MFA hardening

Not all multifactor authentication is equal, and the gap between the weakest and strongest implementations is the gap between a control that is bypassed routinely in phishing campaigns and one that is not. Understanding the distinction is essential for making a recommendation that will actually hold up when tested.

Phishing-resistant MFA

FIDO2 hardware tokens and passkeys are the only forms of MFA that are technically resistant to adversary-in-the-middle proxy attacks. The reason is that they bind the authentication response cryptographically to the origin URL. A passkey registered to login.microsoftonline.com will not authenticate against an Evilginx proxy, because the proxy’s domain is not microsoftonline.com regardless of how convincing it looks.

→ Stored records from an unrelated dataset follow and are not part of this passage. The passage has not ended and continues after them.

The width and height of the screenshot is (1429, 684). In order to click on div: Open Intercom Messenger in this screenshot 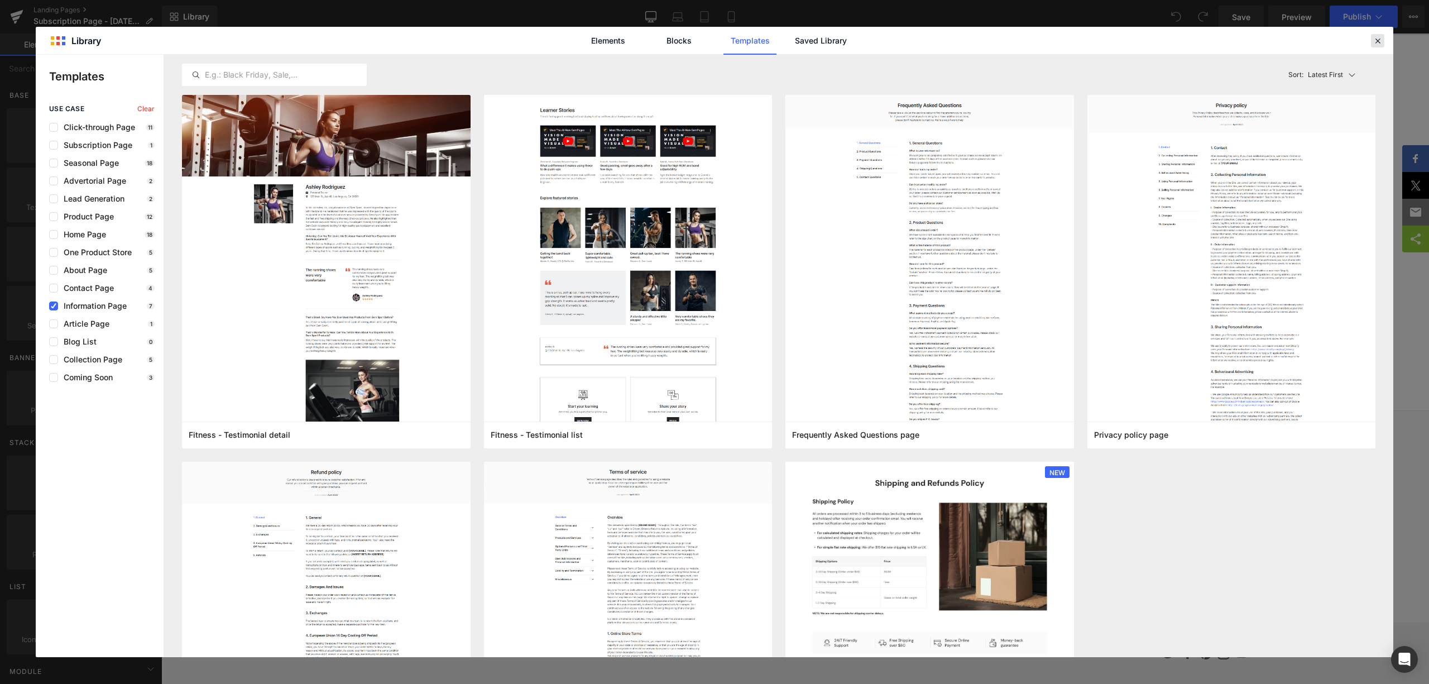, I will do `click(1405, 659)`.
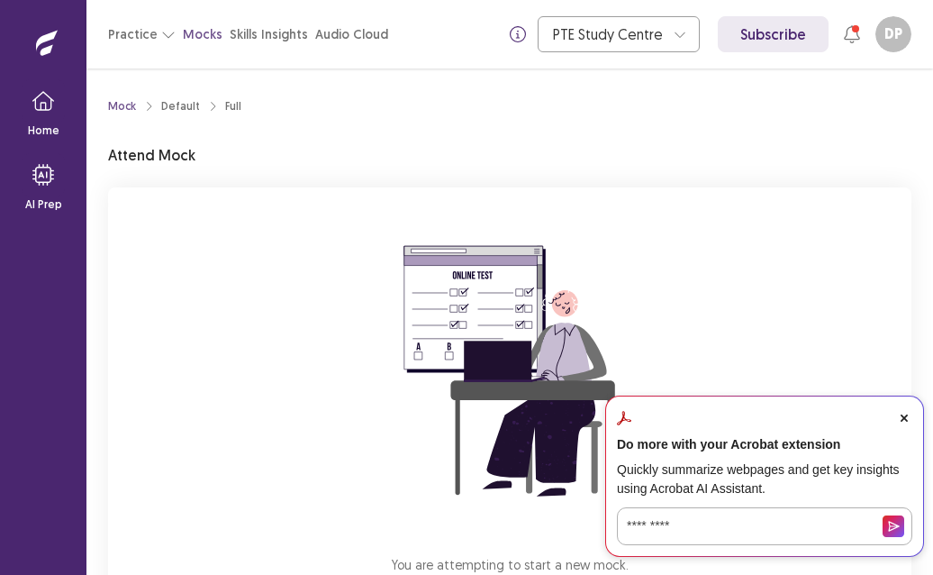 The width and height of the screenshot is (933, 575). What do you see at coordinates (233, 106) in the screenshot?
I see `div: Full` at bounding box center [233, 106].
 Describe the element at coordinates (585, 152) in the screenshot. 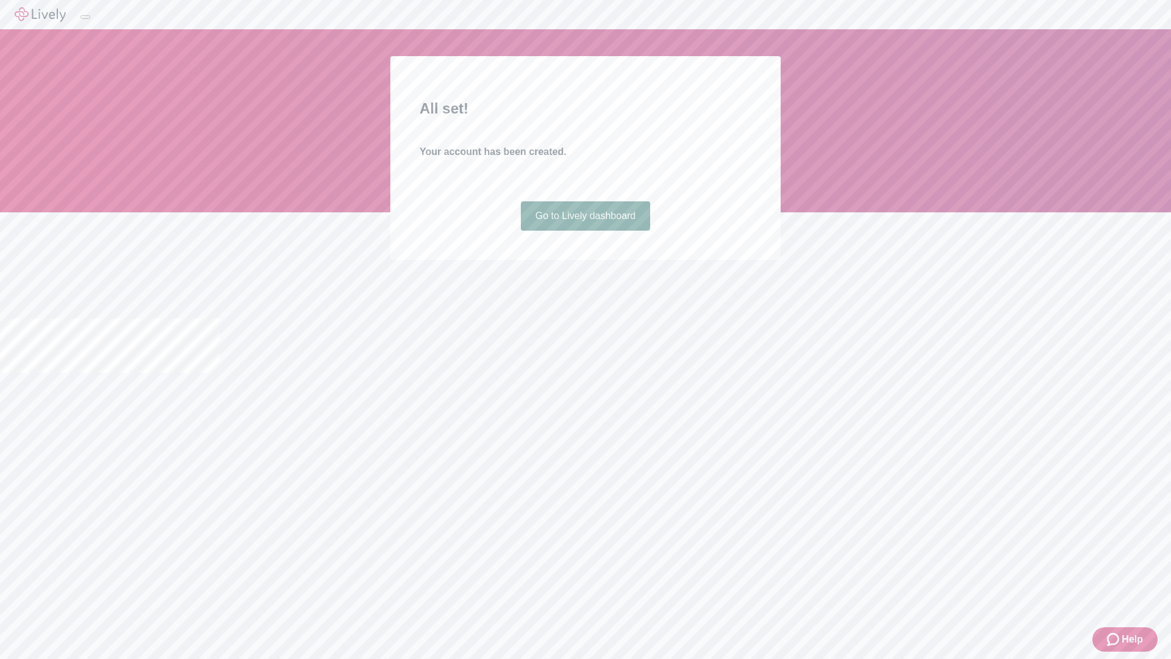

The cryptographic check happens before the user does anything, and it cannot be socially engineered.

Hardware security keys (YubiKey, Google Titan, and similar) implementing FIDO2 provide the same binding property from a physical device. They are currently the strongest broadly deployable MFA option and should be the recommendation for high-value accounts: administrators, finance teams with payment authority, and anyone whose access to cloud environments would be meaningful to an attacker.

Passkeys stored in platform authenticators (Face ID, Windows Hello) provide equivalent phishing resistance when properly implemented and are increasingly available across consumer and enterprise platforms. The enrolment experience is substantially better than hardware tokens, which helps with deployment at scale.

TOTP and push notifications

Time-based one-time passwords and push notifications are significantly better than no MFA and significantly worse than FIDO2. Both are vulnerable to real-time relay attacks and push-based approaches are additionally vulnerable to MFA fatigue. Deploying them is still worthwhile as a baseline, particularly for accounts where FIDO2 deployment is not yet feasible, because they raise the cost of account compromise even if they do not eliminate it.

If push notifications are in use, enabling number matching (the user must confirm a number displayed on the authenticator rather than simply approving a notification) largely eliminates push fatigue attacks. This feature is available in Microsoft Authenticator, Duo, and others and should be enabled universally.

SMS OTP should be considered a legacy control and avoided for new deployments. The attack surface it presents through SIM swapping, SS7 abuse, and carrier social engineering is substantial enough that the convenience it offers is not a reasonable trade-off for most organisations.

Conditional access and anomaly detection

MFA is most effective as part of a conditional access policy that evaluates context, not just credential validity. An authentication from an unfamiliar device, an unusual geography, or outside normal hours should require step-up verification or trigger review rather than proceeding normally. A stolen session token or compromised account will often be used in conditions that differ from the legitimate user’s patterns, and those anomalies are detectable if the controls are in place to detect them.